I have experienced the full spectrum of online misogyny: the vengeful violation by someone I once trusted and the invasion of privacy by an obsessed but unknown stalker. In both cases, the perpetrators solicited the approval and attention of strangers and could not have succeeded if their efforts weren’t legitimized by mainstream media and public opinion. It is only now, with a public discussion about cyber harassment and online misogyny, that everyone else is learning what I realized six years ago: that we live in a sick society and the sick people are not young women like me. I was just collateral damage, and so is any woman whose freedom to exist is threatened because she happened to trust or get targeted by someone who couldn’t stand to let her live her life.

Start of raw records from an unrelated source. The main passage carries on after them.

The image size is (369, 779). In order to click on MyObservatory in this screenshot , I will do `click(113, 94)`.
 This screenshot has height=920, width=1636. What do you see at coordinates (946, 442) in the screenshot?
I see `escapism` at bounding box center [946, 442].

I am not the person I used to be before this ordeal. It left me mentally unstable, physically debilitated and socially isolated. I still get extremely anxious in particular social situations. Despite the outward facade of a busy and active social life, I am actually distrustful of others and fearful of intimacy. I interpret benign gestures and comments as hostile, make excuses to not go out and wonder too often what my neighbors think of me. I haven’t been able to keep up with email, and my social media presence has dwindled down to the sporadic Facebook photo of my dogs.
When I turn on my old cell phone the few months a year I am in the U.S., I get phone calls from publicists and producers, and I wonder fleetingly at the life I am missing. But to be honest, I don’t want to be on TV explaining why young men today can be driven by romantic rejection to kill, why women are afraid to use the Internet, why I no longer feel safe in America. What happened to me was not an occupational hazard of feminism. It’s an occupational hazard of being a woman. Men’s bodies are not used as weapons against them, and shame is a language that women have learned from birth. We are told that sex is something that can hurt us, that we have to constantly be on the defensive lest we attract negative attention. If we are criticized or attacked, we are asked what we did to deserve it.
What does it mean that we live in a world where this kind of thing not only happens to people, but also that there is no shortage of spectators happy to gawk and cheer on the perpetrators? Neither the law nor public opinion has been on our side. Women like me, who try to fight back, only turn themselves into bigger targets. We are blamed for not silencing ourselves and not learning our lesson the first time around.
This was a terrorizing invasion of privacy that altered my reality and irrevocably changed the way I live, think and write. It’s hard not to be resentful, but I have found a certain peace in censoring myself, leaving the country and reassessing my relationships. I have noticed also that times are changing. People are beginning to recognize the ugliness around us and the hatred that we carry inside ourselves.
I don’t feel the problem is me anymore, and despite how much this experience has made me and those I love suffer, I now have a far better sense of who I am than when I first started on this path. I can only hope the same for all those who watched me walk it.
Lena Chen is the activist and writer who authored Sex and the Ivy as an undergraduate at Harvard.